Dec 8, 2020

History: 3,600 feet and 83 years apart

     J. Marion Sims was a New York City born doctor who is honored with a statue on the grounds of the Alabama Capitol.

     The Medical Association of the State of Alabama installed the statue of Sims in 1937, honoring him for his work developing a surgical procedure to repair:

"incurable cases of vesico-vaginal fistula (an abnormal tract between the bladder and vagina). Enslaved women were particularly prone to this side effect of childbirth, due to the coercive “breeding” practices of slave-owners and widespread sexual exploitation. For Sims’ fistula patients, the memory of these years would have been unbearable, as they were subject to repeated surgery, without anesthesia.

Sims is a typical example of a slave-owning, slave-trading, racist medical researcher, of which there were an abundance in antebellum America. Medical experiments on the enslaved were commonplace throughout the era of slavery. Sims, however, proved particularly shrewd in having positioned his medical practice and backyard private hospital at the heart of Montgomery’s booming slave-trading district." (From an Smithsonian article).

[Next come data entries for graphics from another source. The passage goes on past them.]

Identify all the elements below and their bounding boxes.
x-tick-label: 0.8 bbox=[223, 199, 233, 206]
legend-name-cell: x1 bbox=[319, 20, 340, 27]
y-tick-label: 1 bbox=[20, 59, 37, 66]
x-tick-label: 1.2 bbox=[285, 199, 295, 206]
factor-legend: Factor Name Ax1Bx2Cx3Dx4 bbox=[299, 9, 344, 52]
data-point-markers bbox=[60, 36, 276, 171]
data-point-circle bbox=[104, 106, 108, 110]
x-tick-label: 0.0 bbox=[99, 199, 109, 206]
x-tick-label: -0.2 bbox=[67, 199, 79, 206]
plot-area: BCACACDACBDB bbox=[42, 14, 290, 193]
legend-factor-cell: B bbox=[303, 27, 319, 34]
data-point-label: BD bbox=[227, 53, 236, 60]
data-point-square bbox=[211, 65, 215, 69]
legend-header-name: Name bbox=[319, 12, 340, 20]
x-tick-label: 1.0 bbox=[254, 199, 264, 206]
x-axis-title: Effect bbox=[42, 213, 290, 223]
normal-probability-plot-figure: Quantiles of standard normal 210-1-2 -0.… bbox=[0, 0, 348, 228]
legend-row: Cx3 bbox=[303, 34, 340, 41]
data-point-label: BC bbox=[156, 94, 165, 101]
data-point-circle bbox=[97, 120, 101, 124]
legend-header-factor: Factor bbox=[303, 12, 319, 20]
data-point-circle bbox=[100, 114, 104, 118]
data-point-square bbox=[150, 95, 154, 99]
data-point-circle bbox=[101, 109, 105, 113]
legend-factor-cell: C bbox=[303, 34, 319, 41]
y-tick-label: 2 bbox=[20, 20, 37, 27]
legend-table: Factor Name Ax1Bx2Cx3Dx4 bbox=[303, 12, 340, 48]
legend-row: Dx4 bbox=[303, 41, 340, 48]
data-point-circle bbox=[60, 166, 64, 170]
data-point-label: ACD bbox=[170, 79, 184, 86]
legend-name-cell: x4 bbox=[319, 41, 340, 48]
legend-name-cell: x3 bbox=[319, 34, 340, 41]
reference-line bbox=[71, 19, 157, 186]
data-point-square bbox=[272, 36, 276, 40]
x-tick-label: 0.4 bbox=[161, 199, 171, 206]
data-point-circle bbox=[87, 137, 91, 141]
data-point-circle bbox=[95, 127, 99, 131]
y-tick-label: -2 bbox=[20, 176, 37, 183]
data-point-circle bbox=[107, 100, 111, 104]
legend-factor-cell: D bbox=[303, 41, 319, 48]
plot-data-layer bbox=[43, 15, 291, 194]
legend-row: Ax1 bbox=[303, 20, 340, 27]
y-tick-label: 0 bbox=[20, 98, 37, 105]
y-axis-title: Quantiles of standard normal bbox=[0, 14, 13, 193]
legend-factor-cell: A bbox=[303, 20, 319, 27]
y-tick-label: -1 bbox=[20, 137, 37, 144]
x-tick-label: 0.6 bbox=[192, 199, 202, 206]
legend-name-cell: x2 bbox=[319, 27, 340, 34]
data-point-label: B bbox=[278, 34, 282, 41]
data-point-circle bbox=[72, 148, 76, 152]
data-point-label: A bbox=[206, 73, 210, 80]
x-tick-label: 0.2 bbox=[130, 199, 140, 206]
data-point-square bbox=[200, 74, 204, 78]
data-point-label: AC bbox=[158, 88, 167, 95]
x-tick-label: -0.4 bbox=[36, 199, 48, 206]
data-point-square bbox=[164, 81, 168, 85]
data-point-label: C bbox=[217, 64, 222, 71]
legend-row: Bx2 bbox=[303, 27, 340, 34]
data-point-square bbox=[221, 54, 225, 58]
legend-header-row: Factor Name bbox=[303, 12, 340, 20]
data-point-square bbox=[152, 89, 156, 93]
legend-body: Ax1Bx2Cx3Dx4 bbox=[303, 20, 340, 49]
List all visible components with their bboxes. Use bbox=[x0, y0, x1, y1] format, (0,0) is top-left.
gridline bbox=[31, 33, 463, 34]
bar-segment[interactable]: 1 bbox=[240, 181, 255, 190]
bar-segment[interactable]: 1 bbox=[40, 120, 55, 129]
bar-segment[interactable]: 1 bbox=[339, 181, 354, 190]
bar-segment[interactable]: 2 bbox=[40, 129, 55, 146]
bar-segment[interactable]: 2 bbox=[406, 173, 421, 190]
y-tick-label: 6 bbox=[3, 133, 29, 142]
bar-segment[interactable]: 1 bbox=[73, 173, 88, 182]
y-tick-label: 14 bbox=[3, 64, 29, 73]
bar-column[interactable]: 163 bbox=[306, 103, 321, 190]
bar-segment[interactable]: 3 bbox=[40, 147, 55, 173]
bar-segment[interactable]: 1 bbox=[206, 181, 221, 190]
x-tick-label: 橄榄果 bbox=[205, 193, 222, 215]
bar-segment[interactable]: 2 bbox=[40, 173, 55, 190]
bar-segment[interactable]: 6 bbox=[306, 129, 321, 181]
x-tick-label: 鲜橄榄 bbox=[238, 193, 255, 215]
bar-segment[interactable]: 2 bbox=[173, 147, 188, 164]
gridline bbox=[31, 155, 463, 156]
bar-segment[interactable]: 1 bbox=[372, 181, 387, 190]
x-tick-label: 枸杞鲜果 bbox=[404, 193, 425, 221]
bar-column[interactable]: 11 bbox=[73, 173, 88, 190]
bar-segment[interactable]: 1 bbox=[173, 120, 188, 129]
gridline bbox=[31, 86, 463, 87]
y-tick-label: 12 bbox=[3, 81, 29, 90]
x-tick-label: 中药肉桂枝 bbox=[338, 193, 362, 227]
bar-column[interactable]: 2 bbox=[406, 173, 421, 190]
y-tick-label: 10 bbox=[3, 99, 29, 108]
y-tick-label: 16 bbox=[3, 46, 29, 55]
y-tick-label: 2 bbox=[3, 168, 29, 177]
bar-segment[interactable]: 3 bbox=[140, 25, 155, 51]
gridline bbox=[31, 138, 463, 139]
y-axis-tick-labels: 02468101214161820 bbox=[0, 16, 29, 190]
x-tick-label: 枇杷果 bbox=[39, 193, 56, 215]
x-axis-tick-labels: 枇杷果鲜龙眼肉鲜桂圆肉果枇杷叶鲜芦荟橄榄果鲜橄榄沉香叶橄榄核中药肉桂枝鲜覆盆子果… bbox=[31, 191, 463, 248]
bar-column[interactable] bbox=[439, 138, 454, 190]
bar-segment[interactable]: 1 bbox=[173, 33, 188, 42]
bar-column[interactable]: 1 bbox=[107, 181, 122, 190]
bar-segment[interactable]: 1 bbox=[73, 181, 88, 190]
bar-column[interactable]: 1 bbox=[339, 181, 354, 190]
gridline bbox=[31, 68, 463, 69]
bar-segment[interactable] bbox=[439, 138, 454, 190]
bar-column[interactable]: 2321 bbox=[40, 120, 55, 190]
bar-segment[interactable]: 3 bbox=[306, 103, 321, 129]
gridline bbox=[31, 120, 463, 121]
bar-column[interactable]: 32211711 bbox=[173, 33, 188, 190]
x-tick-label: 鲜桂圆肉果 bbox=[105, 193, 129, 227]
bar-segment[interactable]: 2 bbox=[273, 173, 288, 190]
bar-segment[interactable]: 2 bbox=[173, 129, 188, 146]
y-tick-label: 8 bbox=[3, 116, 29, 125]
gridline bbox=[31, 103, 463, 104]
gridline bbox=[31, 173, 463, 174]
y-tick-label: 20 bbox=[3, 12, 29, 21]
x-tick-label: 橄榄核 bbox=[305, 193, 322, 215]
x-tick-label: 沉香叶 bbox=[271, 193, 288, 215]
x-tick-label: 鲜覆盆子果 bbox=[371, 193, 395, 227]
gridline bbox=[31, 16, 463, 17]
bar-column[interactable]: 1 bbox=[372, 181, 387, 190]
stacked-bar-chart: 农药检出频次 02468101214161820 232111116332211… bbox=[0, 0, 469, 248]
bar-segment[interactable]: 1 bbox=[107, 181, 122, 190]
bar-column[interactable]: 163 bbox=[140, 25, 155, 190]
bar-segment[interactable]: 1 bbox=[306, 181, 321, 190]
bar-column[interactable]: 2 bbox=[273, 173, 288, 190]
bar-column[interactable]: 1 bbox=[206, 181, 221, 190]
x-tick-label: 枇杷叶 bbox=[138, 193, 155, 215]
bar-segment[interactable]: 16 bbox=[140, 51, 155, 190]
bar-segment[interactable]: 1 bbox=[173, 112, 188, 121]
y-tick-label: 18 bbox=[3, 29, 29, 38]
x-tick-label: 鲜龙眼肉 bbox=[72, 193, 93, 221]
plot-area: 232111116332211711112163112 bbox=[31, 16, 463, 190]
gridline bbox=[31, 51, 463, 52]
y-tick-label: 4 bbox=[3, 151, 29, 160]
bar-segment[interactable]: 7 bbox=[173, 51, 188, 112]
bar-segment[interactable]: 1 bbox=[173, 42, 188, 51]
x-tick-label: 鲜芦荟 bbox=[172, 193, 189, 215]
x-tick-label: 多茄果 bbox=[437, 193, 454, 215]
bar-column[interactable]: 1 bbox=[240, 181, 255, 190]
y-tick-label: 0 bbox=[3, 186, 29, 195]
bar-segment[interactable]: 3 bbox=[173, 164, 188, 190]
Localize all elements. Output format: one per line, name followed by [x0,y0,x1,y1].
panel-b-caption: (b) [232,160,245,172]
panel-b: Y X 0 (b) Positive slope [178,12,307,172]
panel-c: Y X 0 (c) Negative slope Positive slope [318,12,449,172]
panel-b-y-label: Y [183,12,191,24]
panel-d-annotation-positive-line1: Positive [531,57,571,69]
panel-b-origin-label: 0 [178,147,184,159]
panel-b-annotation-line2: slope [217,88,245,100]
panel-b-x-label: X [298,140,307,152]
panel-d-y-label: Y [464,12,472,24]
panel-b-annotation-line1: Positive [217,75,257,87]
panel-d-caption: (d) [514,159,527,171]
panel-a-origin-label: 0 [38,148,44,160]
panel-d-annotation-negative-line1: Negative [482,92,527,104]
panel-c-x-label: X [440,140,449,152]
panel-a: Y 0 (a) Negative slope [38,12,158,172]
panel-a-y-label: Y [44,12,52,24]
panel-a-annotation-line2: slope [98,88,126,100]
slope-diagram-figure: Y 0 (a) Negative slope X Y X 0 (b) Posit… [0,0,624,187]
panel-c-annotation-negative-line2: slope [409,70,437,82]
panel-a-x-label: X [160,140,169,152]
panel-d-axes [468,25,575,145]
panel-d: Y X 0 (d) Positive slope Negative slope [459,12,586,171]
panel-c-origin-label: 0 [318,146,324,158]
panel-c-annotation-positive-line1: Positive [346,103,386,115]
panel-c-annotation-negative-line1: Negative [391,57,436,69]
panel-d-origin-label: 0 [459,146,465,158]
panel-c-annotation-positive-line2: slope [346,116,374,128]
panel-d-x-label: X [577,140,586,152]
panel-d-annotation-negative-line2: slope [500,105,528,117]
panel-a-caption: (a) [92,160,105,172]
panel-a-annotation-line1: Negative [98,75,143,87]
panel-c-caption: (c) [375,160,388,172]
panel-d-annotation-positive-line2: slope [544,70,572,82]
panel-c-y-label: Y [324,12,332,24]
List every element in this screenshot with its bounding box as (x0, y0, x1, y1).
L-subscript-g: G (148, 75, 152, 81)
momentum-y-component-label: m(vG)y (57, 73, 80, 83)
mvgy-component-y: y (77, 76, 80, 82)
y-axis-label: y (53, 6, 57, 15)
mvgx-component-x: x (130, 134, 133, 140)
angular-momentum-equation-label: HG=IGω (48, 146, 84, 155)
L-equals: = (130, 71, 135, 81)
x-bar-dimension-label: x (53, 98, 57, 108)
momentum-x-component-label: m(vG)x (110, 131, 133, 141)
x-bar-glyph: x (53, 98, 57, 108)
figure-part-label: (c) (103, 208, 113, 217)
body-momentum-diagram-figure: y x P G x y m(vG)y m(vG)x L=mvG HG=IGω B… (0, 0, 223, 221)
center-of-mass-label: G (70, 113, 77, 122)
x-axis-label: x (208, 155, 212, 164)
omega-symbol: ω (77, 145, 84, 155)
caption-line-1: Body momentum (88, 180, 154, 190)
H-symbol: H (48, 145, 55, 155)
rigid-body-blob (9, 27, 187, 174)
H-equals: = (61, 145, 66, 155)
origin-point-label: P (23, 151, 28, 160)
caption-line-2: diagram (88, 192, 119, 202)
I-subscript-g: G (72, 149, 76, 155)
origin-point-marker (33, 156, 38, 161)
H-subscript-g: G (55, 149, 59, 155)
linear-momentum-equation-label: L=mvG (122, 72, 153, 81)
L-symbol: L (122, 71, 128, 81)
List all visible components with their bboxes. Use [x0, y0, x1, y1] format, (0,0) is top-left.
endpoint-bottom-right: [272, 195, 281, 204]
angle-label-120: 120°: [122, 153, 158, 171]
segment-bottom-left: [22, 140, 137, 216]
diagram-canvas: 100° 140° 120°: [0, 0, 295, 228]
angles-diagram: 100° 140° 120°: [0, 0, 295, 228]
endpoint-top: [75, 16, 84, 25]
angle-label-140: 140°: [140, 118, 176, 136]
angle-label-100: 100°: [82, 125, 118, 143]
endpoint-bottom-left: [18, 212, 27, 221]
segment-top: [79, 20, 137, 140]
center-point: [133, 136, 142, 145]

     The women were enslaved, and did not---could not---consent to the operations he performed. Most of the names of the women whom he mistreated are lost, but Sims names three in his notes, with typical disregard for anything but their first names: Anarcha, Lucy, and Betsey.


     There was a movement in 2018 to remove Sims statue on the Alabama Capital grounds, but it went nowhere. Another Sims statue was quickly removed from New York City's Central Park.

     Now a monument to the women he operated on is being developed, though it will not be on the capital grounds. Instead, it will be some 36-hundred feet away, on land near the EJI lynching memorial (The National Memorial for Peace and Justice) behind the Montgomery Federal Courthouse.

     The new memorial is being developed in three stages, and you can read about the $2.4-Million project HERE.